Uninteresting
- Hallam Foe review by Pete W
Jamie Bell is wasted in this peculiar film as a deeply disturbed young man with murderous and voyeuristic tendancies. Weak storyline which goes nowhere. I persevered to the end of the film but got close to giving up on it and switching off a couple of times.
3 out of 3 members found this review helpful.
Unusual story
- Hallam Foe review by CP Customer
Jamie Bell with a peculiar Scottish accent playing a disturbed teenager who is convinced his mother was killed by the stepmother, so he retreats to his own nest away from the family becoming a voyeur. When he moves to Edinburgh this way of living continues until he meets someone who looks like his death mother. Good acting and another Scottish movie with strong language, which seems to be too strong for the censors in London.
2 out of 2 members found this review helpful.
Growing pains
- Hallam Foe review by Kurtz
I found this quite enjoyable- Jamie Bell is in fine spiky form as the bereaved “hero” who is at war with the world after the death of his mother. His Hallam seems to carry the world on his shoulders, and his twisted posture and feisty attitude hint at his inner torment- quite a surprise, then, that he manages to pull off trysts with not one but two glamorous women (one admittedly a bit close to home!). Despite the unlikelihood of this, though, it’s a fresh and bracing addition to the anguished-teen-learning-about-life genre, and the rooftops of Edinburgh make a great setting for Hallam’s adventures.
2 out of 2 members found this review helpful.

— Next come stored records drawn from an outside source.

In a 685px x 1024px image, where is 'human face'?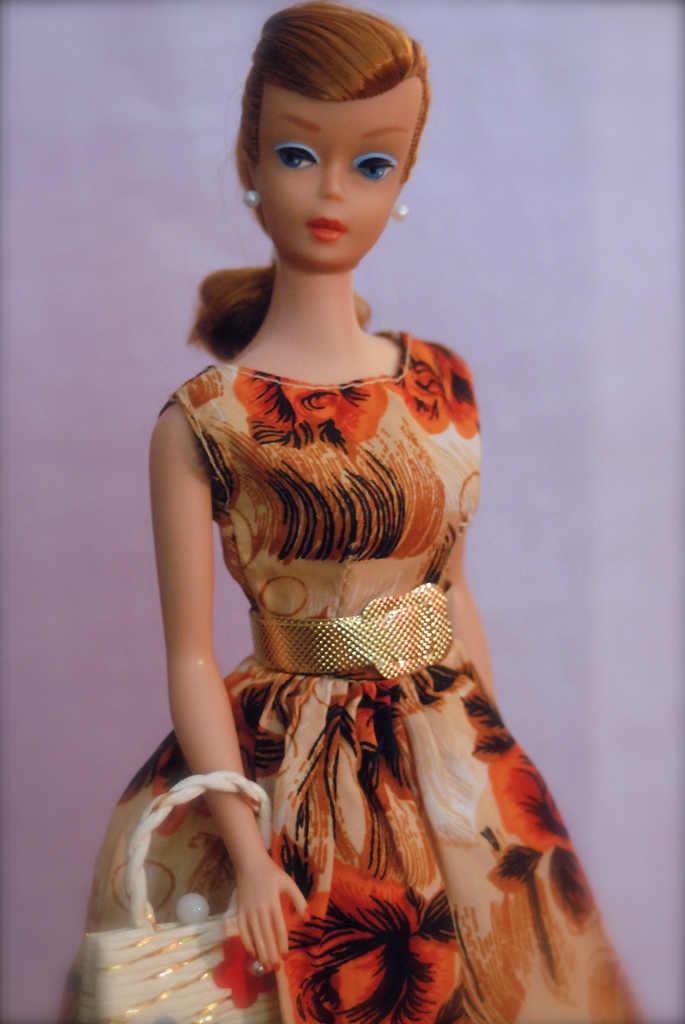
box=[249, 70, 428, 269].
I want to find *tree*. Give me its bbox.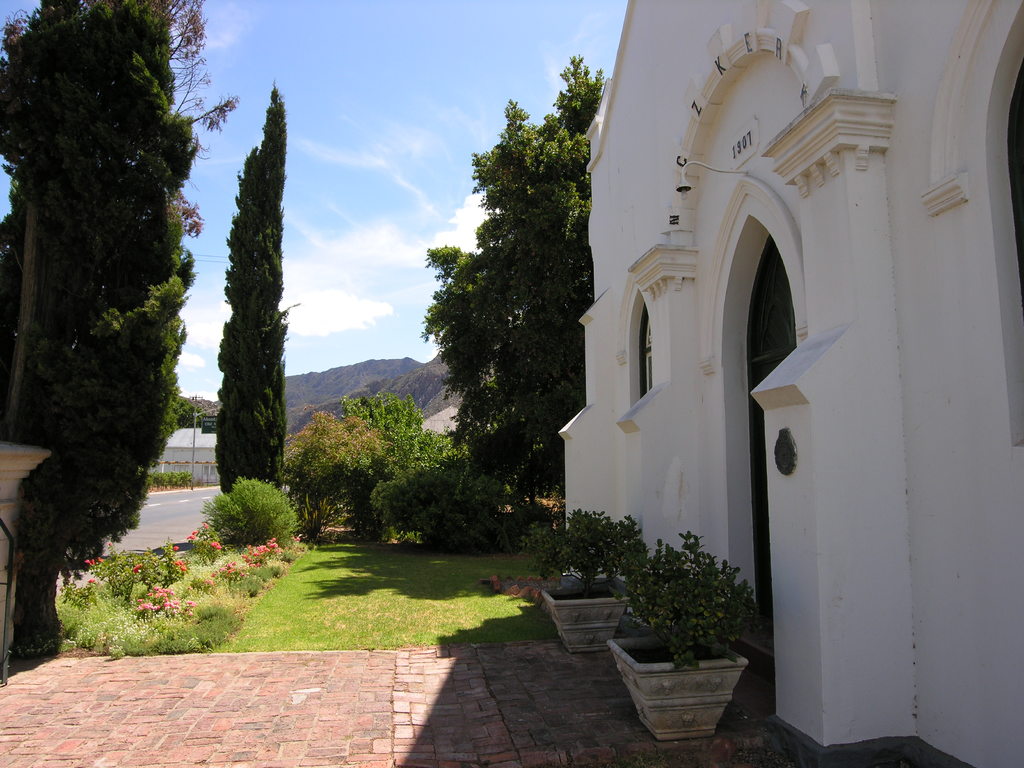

Yet More Publically-funded Scottishness
- Hallam Foe review by PV
Yet another Scottish film getting huge chunks of public money (via the Film Council, FilmFour and The Lottery). Scotland's population is 10% of the UK's and yet it seems to get 20-25% of the funding. This needs to be addressed - for the sake of all the Welsh and English film-makers who are losing out because of policies of the Scottish Raj in London. Scotland already gets 10% more pubic funding than England and Wales, so I have no idea why the Scots are always such whingers (they would be if they got double the money, of course)..................Anyway, the film. Pretty boring, best suited to TV. A little inconsequential story - with wish fulfillment fantasy-line adolescent sex storyline, almost like the ones that used to be in porno mags. Pretty views of Edinburgh. Best of all - some really interesting and oft-unheard indie music on the soundtrack. The acting is fine. The accents not to strong (it's not Glassgie...). But why? Why was this film made? I see the director and writers are part of that clique that tend to get lots of BBC commissions and public funding. It's based on a book - a graphic novel? Anyway, this should have been a BBC 2 drama, not a publically funded movie - it is essentially uncinematic. And credulity was stretched to breaking point too. 2.5 out of 5, rounded up to 3 (and over 1 of that is for the music).
1 out of 3 members found this review helpful.